The Triple Threat
People decide whether to trust you before you say a single word. In the first few seconds of any meeting, your body has already cast a vote.
Part 1: The Triple Threat
+5 XP on completion
People decide whether to trust you before you say a single word. In the first few seconds of any meeting, your body has already cast a vote.
Maya walked into the conference room with her arms crossed and her notes clutched to her chest. She had great ideas. Nobody asked for them. She wondered why.
The Triple Threat is the simplest first-impression system ever discovered: show your hands, make eye contact, and open your posture. Do all three at once, in the first ten seconds.
The next day, Maya tried it. She walked in, let her notes hang at her side, looked at each person as she entered, and stood tall. Two people smiled before she spoke. One asked what she was working on.
Hands visible means: nothing hidden. Eye contact means: I see you. Open posture means: I am not a threat. Together, they answer the oldest question any group asks about a newcomer — can we trust this person?
You don't need charisma as a personality trait. You need three physical moves, practiced until they're automatic. That's where this course starts.
Part 2: Your First Rep
+10 XP on completion
The Triple Threat only works when it's practiced, not just understood. Today you're going to do it once, for real, in an actual interaction.
Before your next conversation — a meeting, a call, a coffee run — run this 10-second check: Drop your shoulders away from your ears. Let your hands hang visible. Look at the person's eye color when you first make contact.
The eye-color trick is specific: try to notice the actual color of the other person's eyes. It forces the right duration of eye contact — not a stare, not a glance. Just connection.
After it's done, notice one thing: did the other person's body language open up or stay closed? This is your feedback loop. You're not performing — you're observing the effect of your signal.
Don't try to do it perfectly. Do it noticeably — even to yourself. One rep of a real cue beats a hundred reps of imagining how you'd do it.
Every expert in every room got there by doing the basic move thousands of times. You just did it once. That's how it starts.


• Task goal
Write the records out again exactly, leaving no images in.

--- Given data ---

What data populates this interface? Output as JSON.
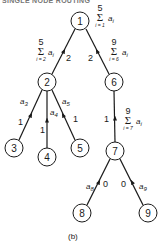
{
  "title": "SINGLE NODE ROUTING",
  "caption": "(b)",
  "nodes": [
    {
      "id": "1",
      "label": "1"
    },
    {
      "id": "2",
      "label": "2"
    },
    {
      "id": "3",
      "label": "3"
    },
    {
      "id": "4",
      "label": "4"
    },
    {
      "id": "5",
      "label": "5"
    },
    {
      "id": "6",
      "label": "6"
    },
    {
      "id": "7",
      "label": "7"
    },
    {
      "id": "8",
      "label": "8"
    },
    {
      "id": "9",
      "label": "9"
    }
  ],
  "edges": [
    {
      "from": "2",
      "to": "1",
      "weight": "2",
      "flow": "Σ a_i, i=2..5"
    },
    {
      "from": "6",
      "to": "1",
      "weight": "2",
      "flow": "Σ a_i, i=6..9"
    },
    {
      "from": "3",
      "to": "2",
      "weight": "1",
      "flow": "a3"
    },
    {
      "from": "4",
      "to": "2",
      "weight": "1",
      "flow": "a4"
    },
    {
      "from": "5",
      "to": "2",
      "weight": "1",
      "flow": "a5"
    },
    {
      "from": "7",
      "to": "6",
      "weight": "1",
      "flow": "Σ a_i, i=7..9"
    },
    {
      "from": "8",
      "to": "7",
      "weight": "0",
      "flow": "a8"
    },
    {
      "from": "9",
      "to": "7",
      "weight": "0",
      "flow": "a9"
    }
  ],
  "sums": {
    "node1": {
      "upper": "5",
      "lower": "i = 1",
      "var": "a",
      "sub": "i"
    },
    "edge21": {
      "upper": "5",
      "lower": "i = 2",
      "var": "a",
      "sub": "i"
    },
    "edge61": {
      "upper": "9",
      "lower": "i = 6",
      "var": "a",
      "sub": "i"
    },
    "edge76": {
      "upper": "9",
      "lower": "i = 7",
      "var": "a",
      "sub": "i"
    }
  },
  "weights": {
    "w21": "2",
    "w61": "2",
    "w32": "1",
    "w42": "1",
    "w52": "1",
    "w76": "1",
    "w87": "0",
    "w97": "0"
  },
  "flows": {
    "a3": {
      "var": "a",
      "sub": "3"
    },
    "a4": {
      "var": "a",
      "sub": "4"
    },
    "a5": {
      "var": "a",
      "sub": "5"
    },
    "a8": {
      "var": "a",
      "sub": "8"
    },
    "a9": {
      "var": "a",
      "sub": "9"
    }
  },
  "sigma": "Σ",
  "colors": {
    "ink": "#1a1a1a",
    "background": "#ffffff"
  }
}
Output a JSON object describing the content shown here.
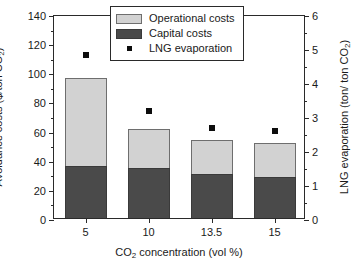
{
  "chart_data": {
    "type": "bar",
    "title": "",
    "categories": [
      "5",
      "10",
      "13.5",
      "15"
    ],
    "xlabel": "CO2 concentration (vol %)",
    "ylabel": "Avoidance costs ($/ton CO2)",
    "ylabel_right": "LNG evaporation (ton/ ton CO2)",
    "ylim": [
      0,
      140
    ],
    "ylim_right": [
      0,
      6
    ],
    "yticks": [
      0,
      20,
      40,
      60,
      80,
      100,
      120,
      140
    ],
    "yticks_right": [
      0,
      1,
      2,
      3,
      4,
      5,
      6
    ],
    "grid": false,
    "stacked": true,
    "legend_position": "top-right",
    "series": [
      {
        "name": "Capital costs",
        "axis": "left",
        "type": "bar",
        "color": "#4a4a4a",
        "values": [
          36,
          34.5,
          30,
          28
        ]
      },
      {
        "name": "Operational costs",
        "axis": "left",
        "type": "bar",
        "color": "#d2d2d2",
        "values": [
          60,
          26.5,
          23.5,
          23.5
        ]
      },
      {
        "name": "LNG evaporation",
        "axis": "right",
        "type": "scatter",
        "color": "#0d0d0d",
        "values": [
          4.8,
          3.15,
          2.65,
          2.55
        ]
      }
    ],
    "totals": [
      96,
      61,
      53.5,
      51.5
    ]
  },
  "axis_labels": {
    "x_title_main": "CO",
    "x_title_sub": "2",
    "x_title_rest": " concentration (vol %)",
    "y_left_main": "Avoidance costs ($/ton CO",
    "y_left_sub": "2",
    "y_left_rest": ")",
    "y_right_main": "LNG evaporation (ton/ ton CO",
    "y_right_sub": "2",
    "y_right_rest": ")"
  },
  "legend": {
    "items": [
      {
        "label": "Operational costs",
        "marker": "square-swatch-light"
      },
      {
        "label": "Capital costs",
        "marker": "square-swatch-dark"
      },
      {
        "label": "LNG evaporation",
        "marker": "square-point-black"
      }
    ]
  },
  "ticks": {
    "left": [
      "140",
      "120",
      "100",
      "80",
      "60",
      "40",
      "20",
      "0"
    ],
    "right": [
      "6",
      "5",
      "4",
      "3",
      "2",
      "1",
      "0"
    ],
    "bottom": [
      "5",
      "10",
      "13.5",
      "15"
    ]
  }
}
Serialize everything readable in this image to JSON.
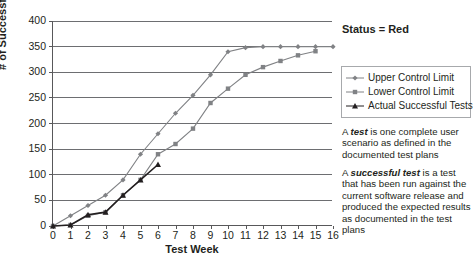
{
  "chart_data": {
    "type": "line",
    "title": "",
    "xlabel": "Test Week",
    "ylabel": "# of Successful Tests",
    "xlim": [
      0,
      16
    ],
    "ylim": [
      0,
      400
    ],
    "ytick_step": 50,
    "grid": "horizontal",
    "legend_position": "right",
    "x": [
      0,
      1,
      2,
      3,
      4,
      5,
      6,
      7,
      8,
      9,
      10,
      11,
      12,
      13,
      14,
      15,
      16
    ],
    "yticks": [
      0,
      50,
      100,
      150,
      200,
      250,
      300,
      350,
      400
    ],
    "xticks": [
      0,
      1,
      2,
      3,
      4,
      5,
      6,
      7,
      8,
      9,
      10,
      11,
      12,
      13,
      14,
      15,
      16
    ],
    "series": [
      {
        "name": "Upper Control Limit",
        "marker": "diamond",
        "color": "#808285",
        "values": [
          0,
          20,
          40,
          60,
          90,
          140,
          180,
          220,
          255,
          295,
          340,
          348,
          350,
          350,
          350,
          350,
          350
        ]
      },
      {
        "name": "Lower Control Limit",
        "marker": "square",
        "color": "#808285",
        "values": [
          0,
          2,
          20,
          27,
          60,
          90,
          140,
          160,
          190,
          240,
          268,
          295,
          310,
          322,
          333,
          341,
          null
        ]
      },
      {
        "name": "Actual Successful Tests",
        "marker": "triangle",
        "color": "#231f20",
        "values": [
          0,
          2,
          22,
          27,
          60,
          90,
          120,
          null,
          null,
          null,
          null,
          null,
          null,
          null,
          null,
          null,
          null
        ]
      }
    ]
  },
  "side": {
    "status": "Status = Red",
    "legend": [
      {
        "label": "Upper Control Limit",
        "marker": "diamond"
      },
      {
        "label": "Lower Control Limit",
        "marker": "square"
      },
      {
        "label": "Actual Successful Tests",
        "marker": "triangle"
      }
    ],
    "definitions": [
      {
        "lead": "A ",
        "term": "test",
        "rest": " is one complete user scenario as defined in the documented test plans"
      },
      {
        "lead": "A ",
        "term": "successful test",
        "rest": " is a test that has been run against the current software release and produced the expected results as documented in the test plans"
      }
    ]
  },
  "colors": {
    "axis": "#58585a",
    "grid": "#6d6e71",
    "text": "#231f20",
    "series_gray": "#808285",
    "series_dark": "#231f20",
    "legend_border": "#a7a9ac"
  }
}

---

• Output below
What data populates this interface? Output as JSON.
{
  "title": "SINGLE NODE ROUTING",
  "caption": "(b)",
  "nodes": [
    {
      "id": "1",
      "label": "1"
    },
    {
      "id": "2",
      "label": "2"
    },
    {
      "id": "3",
      "label": "3"
    },
    {
      "id": "4",
      "label": "4"
    },
    {
      "id": "5",
      "label": "5"
    },
    {
      "id": "6",
      "label": "6"
    },
    {
      "id": "7",
      "label": "7"
    },
    {
      "id": "8",
      "label": "8"
    },
    {
      "id": "9",
      "label": "9"
    }
  ],
  "edges": [
    {
      "from": "2",
      "to": "1",
      "weight": "2",
      "flow": "Σ a_i, i=2..5"
    },
    {
      "from": "6",
      "to": "1",
      "weight": "2",
      "flow": "Σ a_i, i=6..9"
    },
    {
      "from": "3",
      "to": "2",
      "weight": "1",
      "flow": "a3"
    },
    {
      "from": "4",
      "to": "2",
      "weight": "1",
      "flow": "a4"
    },
    {
      "from": "5",
      "to": "2",
      "weight": "1",
      "flow": "a5"
    },
    {
      "from": "7",
      "to": "6",
      "weight": "1",
      "flow": "Σ a_i, i=7..9"
    },
    {
      "from": "8",
      "to": "7",
      "weight": "0",
      "flow": "a8"
    },
    {
      "from": "9",
      "to": "7",
      "weight": "0",
      "flow": "a9"
    }
  ],
  "sums": {
    "node1": {
      "upper": "5",
      "lower": "i = 1",
      "var": "a",
      "sub": "i"
    },
    "edge21": {
      "upper": "5",
      "lower": "i = 2",
      "var": "a",
      "sub": "i"
    },
    "edge61": {
      "upper": "9",
      "lower": "i = 6",
      "var": "a",
      "sub": "i"
    },
    "edge76": {
      "upper": "9",
      "lower": "i = 7",
      "var": "a",
      "sub": "i"
    }
  },
  "weights": {
    "w21": "2",
    "w61": "2",
    "w32": "1",
    "w42": "1",
    "w52": "1",
    "w76": "1",
    "w87": "0",
    "w97": "0"
  },
  "flows": {
    "a3": {
      "var": "a",
      "sub": "3"
    },
    "a4": {
      "var": "a",
      "sub": "4"
    },
    "a5": {
      "var": "a",
      "sub": "5"
    },
    "a8": {
      "var": "a",
      "sub": "8"
    },
    "a9": {
      "var": "a",
      "sub": "9"
    }
  },
  "sigma": "Σ",
  "colors": {
    "ink": "#1a1a1a",
    "background": "#ffffff"
  }
}
Output a JSON object describing the content shown here.
{
  "chart_data": {
    "type": "bar",
    "title": "",
    "categories": [
      "5",
      "10",
      "13.5",
      "15"
    ],
    "xlabel": "CO2 concentration (vol %)",
    "ylabel": "Avoidance costs ($/ton CO2)",
    "ylabel_right": "LNG evaporation (ton/ ton CO2)",
    "ylim": [
      0,
      140
    ],
    "ylim_right": [
      0,
      6
    ],
    "yticks": [
      0,
      20,
      40,
      60,
      80,
      100,
      120,
      140
    ],
    "yticks_right": [
      0,
      1,
      2,
      3,
      4,
      5,
      6
    ],
    "grid": false,
    "stacked": true,
    "legend_position": "top-right",
    "series": [
      {
        "name": "Capital costs",
        "axis": "left",
        "type": "bar",
        "color": "#4a4a4a",
        "values": [
          36,
          34.5,
          30,
          28
        ]
      },
      {
        "name": "Operational costs",
        "axis": "left",
        "type": "bar",
        "color": "#d2d2d2",
        "values": [
          60,
          26.5,
          23.5,
          23.5
        ]
      },
      {
        "name": "LNG evaporation",
        "axis": "right",
        "type": "scatter",
        "color": "#0d0d0d",
        "values": [
          4.8,
          3.15,
          2.65,
          2.55
        ]
      }
    ],
    "totals": [
      96,
      61,
      53.5,
      51.5
    ]
  },
  "axis_labels": {
    "x_title_main": "CO",
    "x_title_sub": "2",
    "x_title_rest": " concentration (vol %)",
    "y_left_main": "Avoidance costs ($/ton CO",
    "y_left_sub": "2",
    "y_left_rest": ")",
    "y_right_main": "LNG evaporation (ton/ ton CO",
    "y_right_sub": "2",
    "y_right_rest": ")"
  },
  "legend": {
    "items": [
      {
        "label": "Operational costs",
        "marker": "square-swatch-light"
      },
      {
        "label": "Capital costs",
        "marker": "square-swatch-dark"
      },
      {
        "label": "LNG evaporation",
        "marker": "square-point-black"
      }
    ]
  },
  "ticks": {
    "left": [
      "140",
      "120",
      "100",
      "80",
      "60",
      "40",
      "20",
      "0"
    ],
    "right": [
      "6",
      "5",
      "4",
      "3",
      "2",
      "1",
      "0"
    ],
    "bottom": [
      "5",
      "10",
      "13.5",
      "15"
    ]
  }
}
Serialize everything readable in this image to JSON.
{
  "chart_data": {
    "type": "line",
    "title": "",
    "xlabel": "Test Week",
    "ylabel": "# of Successful Tests",
    "xlim": [
      0,
      16
    ],
    "ylim": [
      0,
      400
    ],
    "ytick_step": 50,
    "grid": "horizontal",
    "legend_position": "right",
    "x": [
      0,
      1,
      2,
      3,
      4,
      5,
      6,
      7,
      8,
      9,
      10,
      11,
      12,
      13,
      14,
      15,
      16
    ],
    "yticks": [
      0,
      50,
      100,
      150,
      200,
      250,
      300,
      350,
      400
    ],
    "xticks": [
      0,
      1,
      2,
      3,
      4,
      5,
      6,
      7,
      8,
      9,
      10,
      11,
      12,
      13,
      14,
      15,
      16
    ],
    "series": [
      {
        "name": "Upper Control Limit",
        "marker": "diamond",
        "color": "#808285",
        "values": [
          0,
          20,
          40,
          60,
          90,
          140,
          180,
          220,
          255,
          295,
          340,
          348,
          350,
          350,
          350,
          350,
          350
        ]
      },
      {
        "name": "Lower Control Limit",
        "marker": "square",
        "color": "#808285",
        "values": [
          0,
          2,
          20,
          27,
          60,
          90,
          140,
          160,
          190,
          240,
          268,
          295,
          310,
          322,
          333,
          341,
          null
        ]
      },
      {
        "name": "Actual Successful Tests",
        "marker": "triangle",
        "color": "#231f20",
        "values": [
          0,
          2,
          22,
          27,
          60,
          90,
          120,
          null,
          null,
          null,
          null,
          null,
          null,
          null,
          null,
          null,
          null
        ]
      }
    ]
  },
  "side": {
    "status": "Status = Red",
    "legend": [
      {
        "label": "Upper Control Limit",
        "marker": "diamond"
      },
      {
        "label": "Lower Control Limit",
        "marker": "square"
      },
      {
        "label": "Actual Successful Tests",
        "marker": "triangle"
      }
    ],
    "definitions": [
      {
        "lead": "A ",
        "term": "test",
        "rest": " is one complete user scenario as defined in the documented test plans"
      },
      {
        "lead": "A ",
        "term": "successful test",
        "rest": " is a test that has been run against the current software release and produced the expected results as documented in the test plans"
      }
    ]
  },
  "colors": {
    "axis": "#58585a",
    "grid": "#6d6e71",
    "text": "#231f20",
    "series_gray": "#808285",
    "series_dark": "#231f20",
    "legend_border": "#a7a9ac"
  }
}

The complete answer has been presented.